Like it or not, high school students are part of the school safety discussion
There is a serious discussion going on in and around America’s schools right now. That much we already know.
Politically, it seems that nearly everyone has an opinion on how to make schools safer. There is talk of gun restriction, talk of mental health initiatives, and talk of enabling teachers in more places to carry firearms. This is not particularly new, and has popped up around many tragedies not remotely limited to the horrors in Parkland.
What is a bit new, and a bit striking about this round of discussions is that it is not simply addressing issues around schools and students. The students are in many ways the ones driving the conversation. The survivors of the shooting at Marjory Stoneman Douglas High School made their opinions known on a national level, and schools across the country have picked up the torch with events like the national school walkout on Wednesday.
The walkouts are being organized by a specific group. The organizing force behind it is the same behind the 2017 Women’s March that coincided with the inauguration of President Donald Trump.
Their intentions are clear on their website. They wish to “protest Congress’ inaction to do more than tweet thoughts and prayers in response to the gun violence plaguing our schools and neighborhoods. We need action. Students and allies are organizing the National School Walkout to demand Congress pass legislation to keep us safe from gun violence at our schools, on our streets and in our homes and places of worship.” The walkout is directly about addressing the amount of guns in our society currently. These intentions are not hidden, either from the students involved or from the public at large. Anybody can go to the website and read them.
There are, of course, other potential ways to help lessen the threat of violence in schools. Students are free to join any organization they wish, such as Young Republicans type organizations, that advocate for solutions they find more palatable. Likewise, any students involved in Wednesday’s march are free to change their minds on political issues as they read more and learn more if that’s where their mind suggests they ought to go.
Attendance at the walkout was not mandatory. Agreement with the underlying idea behind the walkout was also not mandatory. In fact, consider that these are ideas being suggested to students by adults, and these are high school students. Few people are more likely to actively question what a well-meaning adult tells them than a teenager.
While there are understandable concerns about adults in positions of relative authority imposing their politics on impressionable students, it is important that these young people become politically active in some way. The days of polite and quiet politics have passed, giving way to a world where political discussions are commonplace for good and for ill. In many ways, our old mantra of never discussing politics outside of polite company is out the window.
We can worry about children being used as political tools, but how often do we turn inward and look at ourselves in that way? Is the era of what the president so vehemently calls “fake news” not making pawns of adults every single day in just about every possible political angle? The current issue is in many ways about schools and students. How are adults who have been out of school for years more qualified to opine on it than students who have to spend their weekdays in these schools?
Rest assured that the air of Parkland hangs over every high school in the United States at the moment. Nobody has to live with this news more than the students themselves. It is there every day, and often at home with concerned parents who realize that there is little difference between Parkland, FL and their own neck of the woods. While the rest of us are having conversations about schools, the students are inside the buildings. Should they not be able to make their voices heard?
It is concerning to have people so young taking part in such a big conversation, but it is also necessary. Yes, of course these kids will have to learn to be discerning in what facts they take from news stories, and how they take in information about the world at large. That is a difficult lesson to learn, as we’re all demonstrating.
Welcome to the new world. Advances in communication and technology have led to an instant, confusing, and at times misleading news cycle. There is talk of biased media, media biased in the opposite direction, outright falsehoods passed off as information, and the dangers of social media. We are all navigating this jungle whether we like it or not, and high school aged students are quite actually growing up in it.
This is not to say there is a class students can take, or even one that ought to be offered. This is all still new ground. Still, it all has to begin somewhere. Where better than high school?
Anyone under eighteen is making their voice heard in the only way they possibly can. As non-voters, they cannot use the polling place the way the rest of us can. Students do not have the spending power to “vote with their wallets” either. Their actual voice is their only voice, and in a society that values free speech there is no argument against using that.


__EXERCISE INSTRUCTIONS__.
Could you copy the data that follows exactly as written, but drop the pictures?

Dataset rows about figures
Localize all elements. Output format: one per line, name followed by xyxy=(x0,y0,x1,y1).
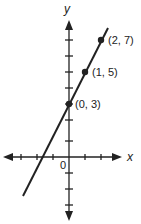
point-label-0-3: (0, 3) xyxy=(75,99,101,110)
point-0-3 xyxy=(66,101,72,107)
point-1-5 xyxy=(82,69,88,75)
x-axis-arrow-right-icon xyxy=(112,153,122,161)
point-label-1-5: (1, 5) xyxy=(92,67,118,78)
point-2-7 xyxy=(98,37,104,43)
y-axis-arrow-up-icon xyxy=(65,20,73,30)
x-axis-label: x xyxy=(127,151,133,163)
x-axis-arrow-left-icon xyxy=(3,153,13,161)
point-label-2-7: (2, 7) xyxy=(108,35,134,46)
y-axis-arrow-down-icon xyxy=(65,211,73,221)
origin-label: 0 xyxy=(60,160,66,171)
y-axis xyxy=(65,26,73,214)
y-axis-label: y xyxy=(64,3,70,15)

__EXPECTED ANSWER__.
Localize all elements. Output format: one per line, name followed by xyxy=(x0,y0,x1,y1).
point-label-0-3: (0, 3) xyxy=(75,99,101,110)
point-0-3 xyxy=(66,101,72,107)
point-1-5 xyxy=(82,69,88,75)
x-axis-arrow-right-icon xyxy=(112,153,122,161)
point-label-1-5: (1, 5) xyxy=(92,67,118,78)
point-2-7 xyxy=(98,37,104,43)
y-axis-arrow-up-icon xyxy=(65,20,73,30)
x-axis-label: x xyxy=(127,151,133,163)
x-axis-arrow-left-icon xyxy=(3,153,13,161)
point-label-2-7: (2, 7) xyxy=(108,35,134,46)
y-axis-arrow-down-icon xyxy=(65,211,73,221)
origin-label: 0 xyxy=(60,160,66,171)
y-axis xyxy=(65,26,73,214)
y-axis-label: y xyxy=(64,3,70,15)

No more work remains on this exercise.